Prince Harry and Meghan Markle’s New Strategy: No More “Dishing Dirt” on the Royal Family, Apparently

The Sussexes are in a rebranding phase.

Prince Harry and Meghan Markle
(Image credit: Getty)

It appears that Prince Harry and Meghan Markle are trying a new strategy out for size: No more “dishing dirt” on the royal family.

It’s all a part of what’s being dubbed the “Sussex rebrand,” according to The Daily Express, and the couple “are set to take a new course and stop making damaging claims against the royal family,” the outlet reports. Instead of focusing so much on the royal family, Harry and Meghan will be “carving out new projects, building on their Archewell brand, and distancing themselves from the Firm.”

Harry and Meghan were only married for 20 months—from May 2018 to January 2020—when they stepped back as working members of the royal family in exchange for a life in the U.S. Since then, they’ve appeared in a bombshell interview alongside Oprah Winfrey in March 2021, released an eponymous Netflix docuseries, Harry & Meghan, in December 2022, and, in addition to numerous interviews in print and on television, Harry published his explosive memoir, Spare, last month. All of these projects have been mostly predicated on being tell-alls of Harry and Meghan’s experience inside the royal family, and the couple has been talking about their experience as a married couple in the Firm longer than they actually were a married couple in the Firm.

But, according to The Daily Express, Spare is the last of the Sussexes’ “look back projects,” which Harry himself said in so many words to ITV’s Tom Bradby: “Now we can focus on looking forward,” he told the interviewer, “and I’m excited about that.”

This new approach “will be aimed at improving their reputation and making amends with Harry’s family,” the outlet reports. Royal expert Afua Hagan tells The Daily Express that Harry and Meghan will shift towards projects that will be “less about what happened to them before” and more about new content, like supporting charitable causes and continually building Archewell, their shared nonprofit. She said there won’t be any need to talk about the royal family in the way they’ve done so in the past, but that doesn’t mean interviewers won’t try to go there—“What interviewer wouldn’t ask them?” she says—but Harry and Meghan probably won’t take the bait, as they “are reaching a saturation point” with the number of attacks against the royal family.

“They can’t keep going over and over and over the past forever,” Hagan says. “It’s just going to be painful.” Hagan adds it’s vital for the couple to bury the hatchet and “get on with their lives.”

Public relations expert Shannon Peerless of branding agency 10Yetis told The Daily Express that she doesn’t think the Sussexes will be able to escape the fervent interest surrounding their relationship with the royal family: “Whilst the drama may die down for Harry and Meghan in the not-too-distant future, the royal feud will unfortunately follow them around for years and years to come,” she says. “Even if a reconciliation occurs, which it certainly could, the spotlight will be so heavily focused on them all that the rumor mill will never be far from churning into gear again.”

As a part of the rebrand, royal historian Marlene Koenig suggested even a potential renaming, switching from the Duke and Duchess of Sussex—and, vis a vis, being known as “the Sussexes”—to simply going by the last name of Mountbatten-Windsor, which is the surname their children, Archie and Lilibet, carry.

“It would make much more sense and take away tension,” Koenig says.

If the couple opt to do this on their own, she says, it would show both the U.K. and the Firm that they are prepared to “stop cashing in” on their royal status, she says.

“They need to be more than just their titles and move beyond using their connections to establish a new life in America,” Koenig says.

All of this said, we’re still hearing buzz that Meghan may be in talks to write a memoir of her own, which no doubt will at least have some focus on her 20 months as a working member of the royal family. 

Rachel Burchfield
Senior Celebrity and Royals Editor

Rachel Burchfield is a writer, editor, and podcaster whose primary interests are fashion and beauty, society and culture, and, most especially, the British Royal Family and other royal families around the world. She serves as Marie Claire’s Senior Celebrity and Royals Editor and has also contributed to publications like Allure, Cosmopolitan, Elle, Glamour, Harper’s Bazaar, InStyle, People, Vanity Fair, Vogue, and W, among others. Before taking on her current role with Marie Claire, Rachel served as its Weekend Editor and later Royals Editor. She is the cohost of Podcast Royal, a show that was named a top five royal podcast by The New York Times. A voracious reader and lover of books, Rachel also hosts I’d Rather Be Reading, which spotlights the best current nonfiction books hitting the market and interviews the authors of them. Rachel frequently appears as a media commentator, and she or her work has appeared on outlets like NBC’s Today Show, ABC’s Good Morning America, CNN, and more.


» **To do**: Could you repeat the listing exactly, leaving out the pictures?
Start of Information shown
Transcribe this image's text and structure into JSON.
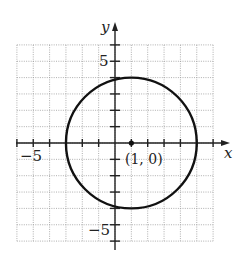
{
  "chart_data": {
    "type": "line",
    "title": "",
    "xlabel": "x",
    "ylabel": "y",
    "xlim": [
      -6,
      6
    ],
    "ylim": [
      -6,
      6
    ],
    "grid": true,
    "x_tick_labels": [
      {
        "value": -5,
        "label": "−5"
      }
    ],
    "y_tick_labels": [
      {
        "value": 5,
        "label": "5"
      },
      {
        "value": -5,
        "label": "−5"
      }
    ],
    "series": [
      {
        "name": "circle",
        "shape": "circle",
        "center": [
          1,
          0
        ],
        "radius": 4,
        "equation": "(x-1)^2 + y^2 = 16"
      }
    ],
    "points": [
      {
        "x": 1,
        "y": 0,
        "label": "(1, 0)"
      }
    ],
    "annotations": [
      "(1, 0)"
    ]
  },
  "labels": {
    "x_axis": "x",
    "y_axis": "y",
    "x_neg5": "−5",
    "y_pos5": "5",
    "y_neg5": "−5",
    "center_point": "(1, 0)"
  }
}
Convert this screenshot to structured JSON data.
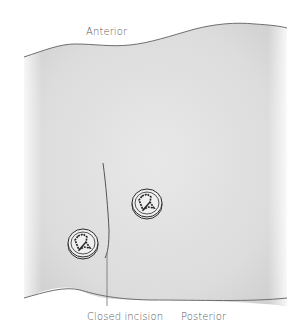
{
  "figure": {
    "labels": {
      "anterior": "Anterior",
      "posterior": "Posterior",
      "incision": "Closed incision"
    },
    "elements": {
      "tissue": "tissue-region",
      "incision": "closed-incision-line",
      "buttons": [
        {
          "name": "suture-button-upper",
          "cx": 147,
          "cy": 203
        },
        {
          "name": "suture-button-lower",
          "cx": 83,
          "cy": 243
        }
      ]
    },
    "colors": {
      "tissue_center": "#e6e6e6",
      "tissue_edge": "#c4c4c4",
      "outline": "#6e6e6e",
      "text": "#5a5a5a"
    }
  }
}
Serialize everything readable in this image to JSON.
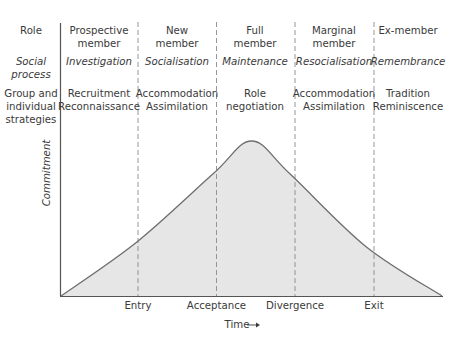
{
  "row_headers": {
    "role": [
      "Role"
    ],
    "social_process": [
      "Social",
      "process"
    ],
    "strategies": [
      "Group and",
      "individual",
      "strategies"
    ]
  },
  "phases": [
    {
      "role": [
        "Prospective",
        "member"
      ],
      "process": "Investigation",
      "strategies": [
        "Recruitment",
        "Reconnaissance"
      ]
    },
    {
      "role": [
        "New",
        "member"
      ],
      "process": "Socialisation",
      "strategies": [
        "Accommodation",
        "Assimilation"
      ]
    },
    {
      "role": [
        "Full",
        "member"
      ],
      "process": "Maintenance",
      "strategies": [
        "Role",
        "negotiation"
      ]
    },
    {
      "role": [
        "Marginal",
        "member"
      ],
      "process": "Resocialisation",
      "strategies": [
        "Accommodation",
        "Assimilation"
      ]
    },
    {
      "role": [
        "Ex-member"
      ],
      "process": "Remembrance",
      "strategies": [
        "Tradition",
        "Reminiscence"
      ]
    }
  ],
  "transitions": [
    "Entry",
    "Acceptance",
    "Divergence",
    "Exit"
  ],
  "axes": {
    "y_label": "Commitment",
    "x_label": "Time",
    "x_arrow": "→"
  },
  "colors": {
    "fill": "#e6e6e6",
    "line": "#6e6e6e",
    "dash": "#8a8a8a",
    "text": "#3a3a3a"
  },
  "curve": {
    "description": "Commitment rises over time, peaks during full membership, then declines to zero after exit",
    "points_relative": [
      {
        "t": 0.0,
        "commitment": 0.0
      },
      {
        "t": 0.2,
        "commitment": 0.35
      },
      {
        "t": 0.4,
        "commitment": 0.79
      },
      {
        "t": 0.5,
        "commitment": 1.0
      },
      {
        "t": 0.6,
        "commitment": 0.79
      },
      {
        "t": 0.8,
        "commitment": 0.32
      },
      {
        "t": 1.0,
        "commitment": 0.0
      }
    ]
  }
}
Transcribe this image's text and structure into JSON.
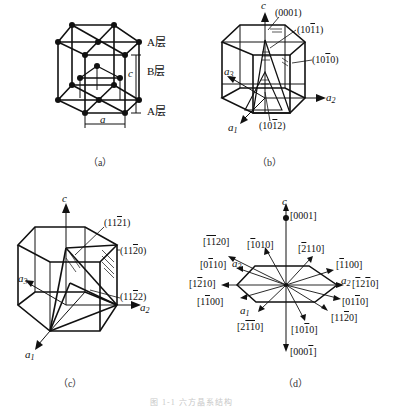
End of Information shown
» **Exercise result**:
Transcribe this image's text and structure into JSON.
{
  "chart_data": {
    "type": "line",
    "title": "",
    "xlabel": "x",
    "ylabel": "y",
    "xlim": [
      -6,
      6
    ],
    "ylim": [
      -6,
      6
    ],
    "grid": true,
    "x_tick_labels": [
      {
        "value": -5,
        "label": "−5"
      }
    ],
    "y_tick_labels": [
      {
        "value": 5,
        "label": "5"
      },
      {
        "value": -5,
        "label": "−5"
      }
    ],
    "series": [
      {
        "name": "circle",
        "shape": "circle",
        "center": [
          1,
          0
        ],
        "radius": 4,
        "equation": "(x-1)^2 + y^2 = 16"
      }
    ],
    "points": [
      {
        "x": 1,
        "y": 0,
        "label": "(1, 0)"
      }
    ],
    "annotations": [
      "(1, 0)"
    ]
  },
  "labels": {
    "x_axis": "x",
    "y_axis": "y",
    "x_neg5": "−5",
    "y_pos5": "5",
    "y_neg5": "−5",
    "center_point": "(1, 0)"
  }
}
Convert this screenshot to structured JSON data.
{
  "figure": {
    "labels": {
      "anterior": "Anterior",
      "posterior": "Posterior",
      "incision": "Closed incision"
    },
    "elements": {
      "tissue": "tissue-region",
      "incision": "closed-incision-line",
      "buttons": [
        {
          "name": "suture-button-upper",
          "cx": 147,
          "cy": 203
        },
        {
          "name": "suture-button-lower",
          "cx": 83,
          "cy": 243
        }
      ]
    },
    "colors": {
      "tissue_center": "#e6e6e6",
      "tissue_edge": "#c4c4c4",
      "outline": "#6e6e6e",
      "text": "#5a5a5a"
    }
  }
}
Serialize everything readable in this image to JSON.
{
  "row_headers": {
    "role": [
      "Role"
    ],
    "social_process": [
      "Social",
      "process"
    ],
    "strategies": [
      "Group and",
      "individual",
      "strategies"
    ]
  },
  "phases": [
    {
      "role": [
        "Prospective",
        "member"
      ],
      "process": "Investigation",
      "strategies": [
        "Recruitment",
        "Reconnaissance"
      ]
    },
    {
      "role": [
        "New",
        "member"
      ],
      "process": "Socialisation",
      "strategies": [
        "Accommodation",
        "Assimilation"
      ]
    },
    {
      "role": [
        "Full",
        "member"
      ],
      "process": "Maintenance",
      "strategies": [
        "Role",
        "negotiation"
      ]
    },
    {
      "role": [
        "Marginal",
        "member"
      ],
      "process": "Resocialisation",
      "strategies": [
        "Accommodation",
        "Assimilation"
      ]
    },
    {
      "role": [
        "Ex-member"
      ],
      "process": "Remembrance",
      "strategies": [
        "Tradition",
        "Reminiscence"
      ]
    }
  ],
  "transitions": [
    "Entry",
    "Acceptance",
    "Divergence",
    "Exit"
  ],
  "axes": {
    "y_label": "Commitment",
    "x_label": "Time",
    "x_arrow": "→"
  },
  "colors": {
    "fill": "#e6e6e6",
    "line": "#6e6e6e",
    "dash": "#8a8a8a",
    "text": "#3a3a3a"
  },
  "curve": {
    "description": "Commitment rises over time, peaks during full membership, then declines to zero after exit",
    "points_relative": [
      {
        "t": 0.0,
        "commitment": 0.0
      },
      {
        "t": 0.2,
        "commitment": 0.35
      },
      {
        "t": 0.4,
        "commitment": 0.79
      },
      {
        "t": 0.5,
        "commitment": 1.0
      },
      {
        "t": 0.6,
        "commitment": 0.79
      },
      {
        "t": 0.8,
        "commitment": 0.32
      },
      {
        "t": 1.0,
        "commitment": 0.0
      }
    ]
  }
}
Transcribe this image's text and structure into JSON.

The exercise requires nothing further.